This Working Paper aims to contribute to the international policy dialogue on the link between asset recovery and countries’ pursuit of the Sustainable Development Goals.

It contends that supporting countries in recovering stolen assets and promoting sustainable development are mutually reinforcing. It also aims to correct the false reputation of asset recovery as a very technical legalistic field of development cooperation, and to generate broader understanding of the far-reaching role that asset recovery can play to foster development.

Asset recovery refers to the process by which the proceeds of crime are identified, traced, seized, confiscated and returned to their rightful owners. Generally speaking, States need to lead the process of recovering stolen assets. 

However, civil society organisations (CSOs) can play an important role in the different stages of the asset recovery process. 

This guide:

These practical guidelines are a set of international good practices intended to enhance the effectiveness and efficiency of requesting and requested states in the asset recovery process.

Asset recovery is an intricate and time-consuming process. The guidelines unravel the asset recovery process, breaking it down into practical, manageable guidelines, allowing a targeted audience to focus on the asset recovery process in a comprehensive manner.

This is the report from the Non-State Actors Experts' Meeting, held on 2-3 September 2010 in Laxenburg, Austria. The event was co-organised by the Basel Institute on Governance and the International Anti-Corruption Academy (IACA). Attendance included prominent non-state actors from both developing and developed countries that play and important and active role in the asset recovery processes.

The Basel Institute has been working with the Ministry of Justice of Romania in a two-component project seeking to enhance the capacity of the Romanian authorities to recover the proceeds of crime. The project is being implemented by the Asset Recovery Office (ARO) of the Ministry of Justice in collaboration with the International Centre for Asset Recovery (ICAR) of the Basel Institute. Funding of the project has been provided by the Swiss-Romanian Co-operation Programme.

Corruption is one of the endemic evils in today’s world. The phenomenon has negative impacts on world poverty, democratic governance, progress and development. According to the World Bank, USD 20 to 40 billion is lost annually by developing nations because of corruption. With the adoption of the United Nations Convention Against Corruption (UNCAC), the international community aims at setting up a comprehensive global framework to contain and ultimately lower significantly the levels of corruption worldwide.

Street protests in the ‘Arab Spring’ countries have illustrated that public demand for recovering stolen assets has grown exponentially, as have expectations by concerned populations and governments. From a topic discussed in expert forums, it has thus become a topic of the people. The question is: Have practitioners and policy makers delivered on these expectations?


* PROBLEM DESCRIPTION
A word-for-word copy of the entries is needed, and it should contain no images.
---------- DATA SHOWN ----------
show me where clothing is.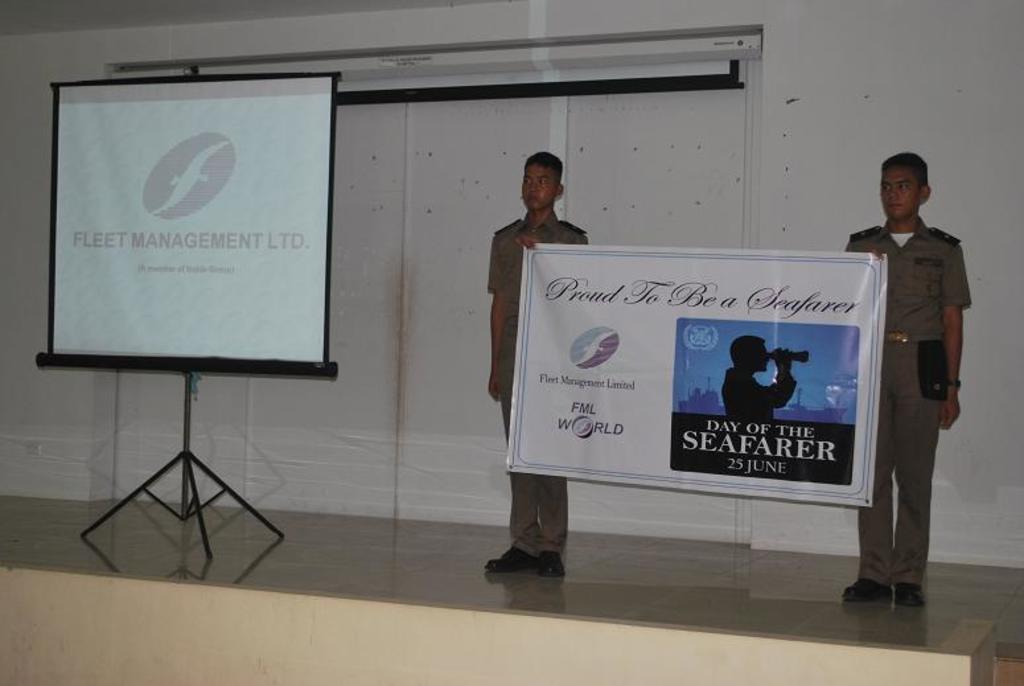
clothing is at box(490, 209, 592, 549).
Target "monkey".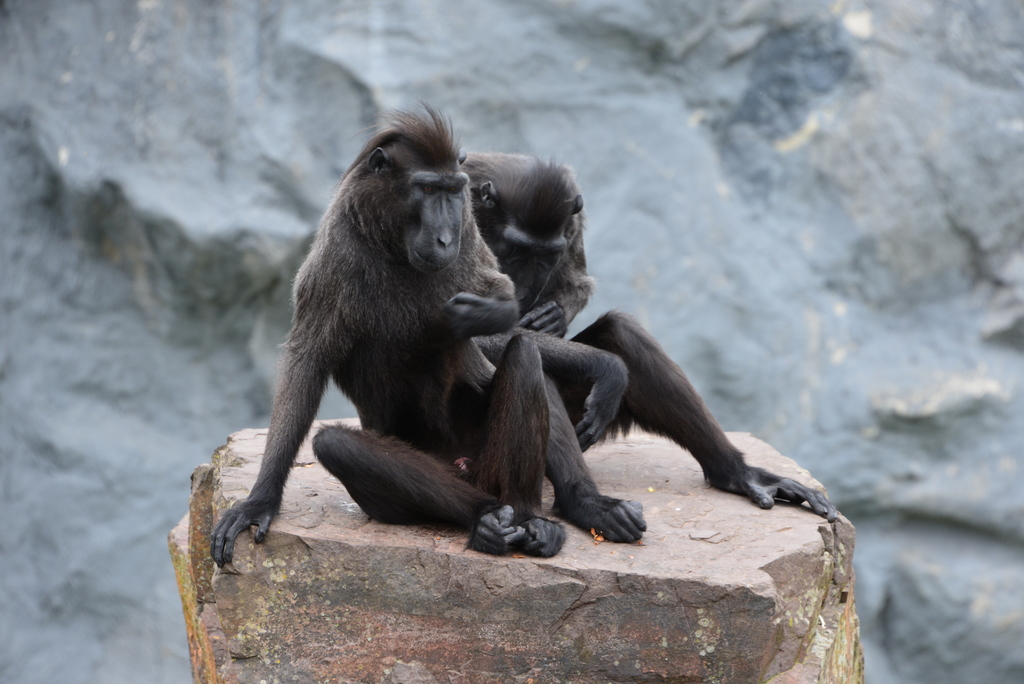
Target region: bbox(468, 149, 845, 523).
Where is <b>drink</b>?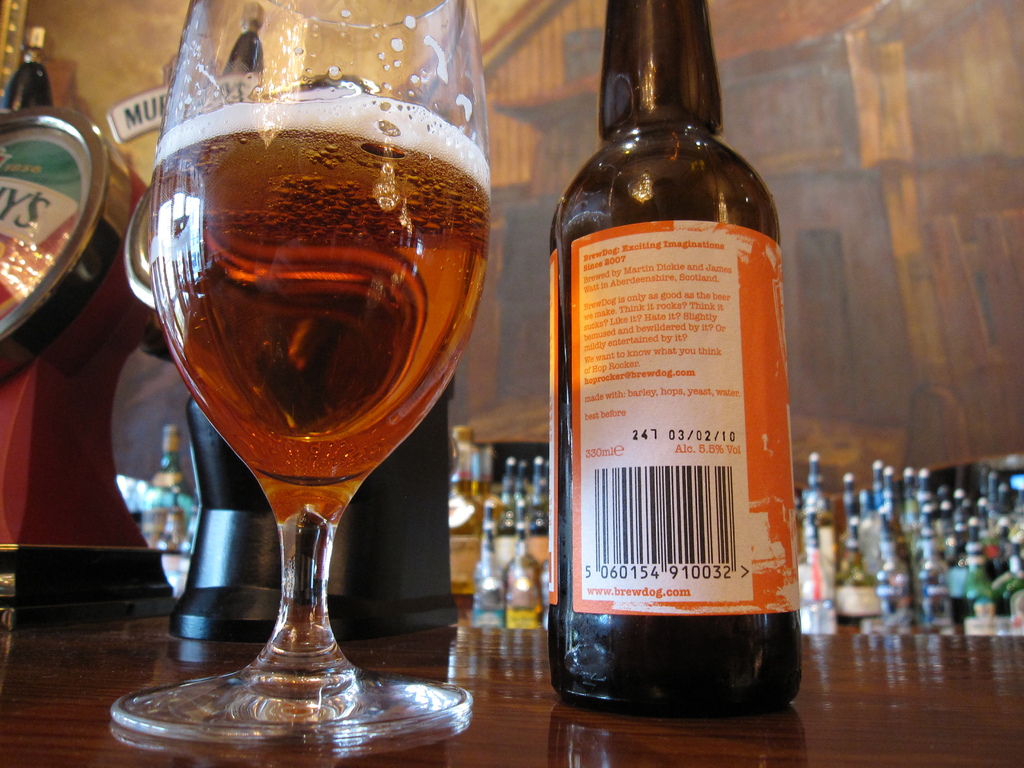
bbox=[838, 548, 882, 627].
----------
* SOLVED PROBLEM
show me where clothing is.
clothing is at box(490, 209, 592, 549).
Target "monkey".
Target region: bbox(468, 149, 845, 523).
Where is <b>drink</b>?
bbox=[838, 548, 882, 627].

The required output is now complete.